[125] Gen. i. 26.
[126] "The difficulty," he says, (alluding to Gen. i. 1,) "lies in this, that the heaven is distinctly said to have been formed ... on the second day." (p. 226.) But this is the language of a man determined that there shall be a difficulty. "The Heavens and the Earth" clearly denote, (in the simple phraseology of a primitive age,) the sum of all created things; the great transaction which Nehemiah has so strikingly expounded:—"Heaven, the Heaven of Heavens, with all their host,—the Earth and all things that are therein;" including "the sea, with all that is therein." (Neh. ix. 6.) Whereas "the firmament" of ver. 6, (which God called "Heaven" in ver. 8,) can only indicate the blue vault immediately overhead, wherein fowls fly. (ver. 20.) If this be not the meaning of Gen. i. 1, one half of the phrase is "proleptical,"—the other half not: for the creation of Earth is nowhere recorded, if not in ver. 1.... But surely it is a waste of words to discuss such "difficulties" as these.

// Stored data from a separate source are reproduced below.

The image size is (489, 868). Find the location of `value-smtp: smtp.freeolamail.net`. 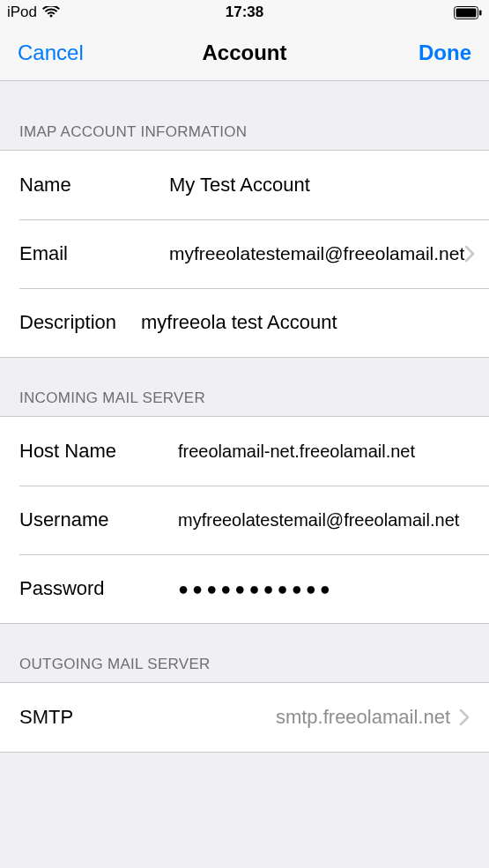

value-smtp: smtp.freeolamail.net is located at coordinates (266, 717).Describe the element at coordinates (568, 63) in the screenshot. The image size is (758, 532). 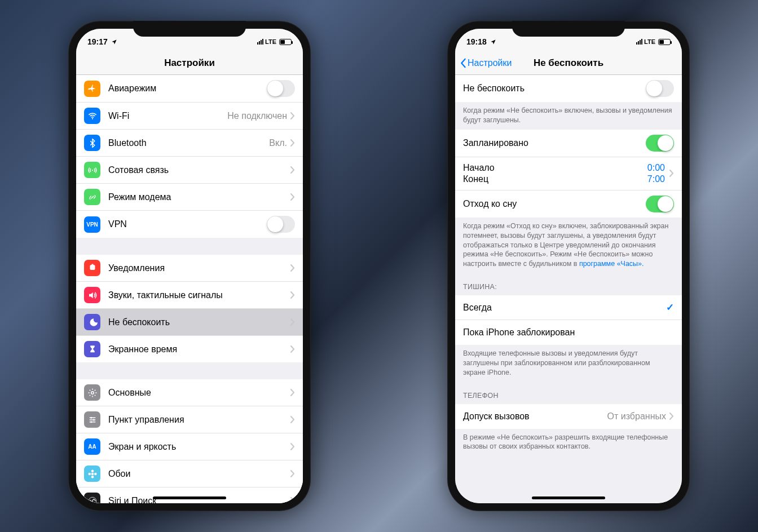
I see `nav-title: Не беспокоить` at that location.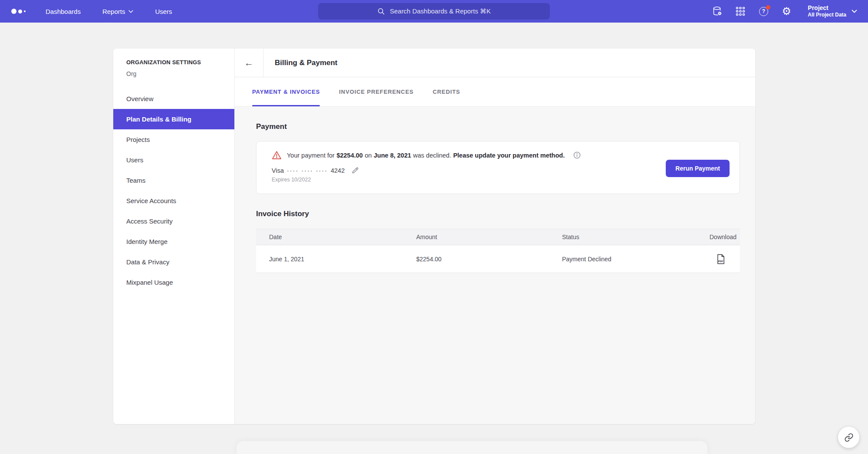  Describe the element at coordinates (249, 63) in the screenshot. I see `back-button: ←` at that location.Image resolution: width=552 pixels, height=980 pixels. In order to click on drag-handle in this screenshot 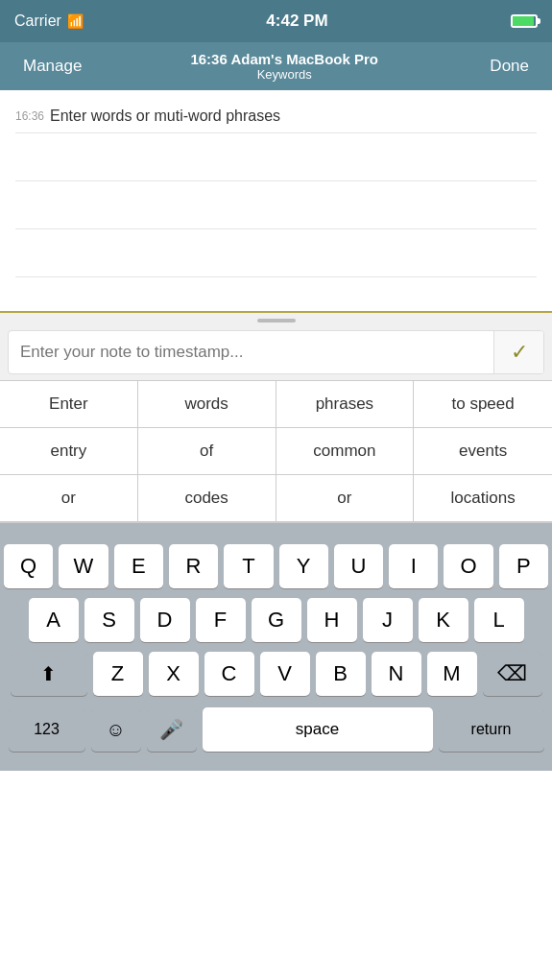, I will do `click(276, 320)`.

[127] Consider especially Heb. iv. 9 and 10; and consider, (besides Exod. xx. 11,) Deut. v. 15. See also Col. ii. 17.
[128] "There have been found within the area of these islands upwards of 15,000 species of once living things, every one differing specifically from those of the present Creation. Agassiz states that, with the exception of one small fossil fish, (discovered in the clay-stones of Greenland,) he has not found any creature of this class, in all the Geological strata, identical with any fish now living." (Pattison's The Earth and the World, p. 27.)
[129] I allude to such passages as the following,—all of which are to be found in Mr. Goodwin's Essay:—
"We are asked to believe that a vision of creation was presented to him (Moses) by Divine power, for the purpose of enabling him to inform the world of what he had seen; which vision inevitably led him to give a description which has misled the world for centuries, and in which the truth can now only with difficulty be recognized." (p. 247.) "The theories [of Hugh Miller and of Dr. Buckland] assume that appearances only, not facts, are described; and that, in riddles which would never have been suspected to be such, had we not arrived at the truth from other sources." (p. 249.) "For ages, this simple view of Creation satisfied the wants of man, and formed a sufficient basis of theological teaching:" but "modern research now shews it to be physically untenable." (p. 253.)
"The writer asserts solemnly and unhesitatingly that for which he must have known that he had no authority." But this was only because "the early speculator was harassed by no such scruples" as "arise from our modern habits of thought, and from the modesty of assertion (!) which the spirit of true science has taught us." He therefore "asserted as facts what he knew in reality only as probabilities.... He had seized one great truth.... With regard to details, observation failed him."—(pp. 252-3.)
[130] p. 329.
[131] pp. 307-309.
[132] Notice prefixed to Essays and Reviews.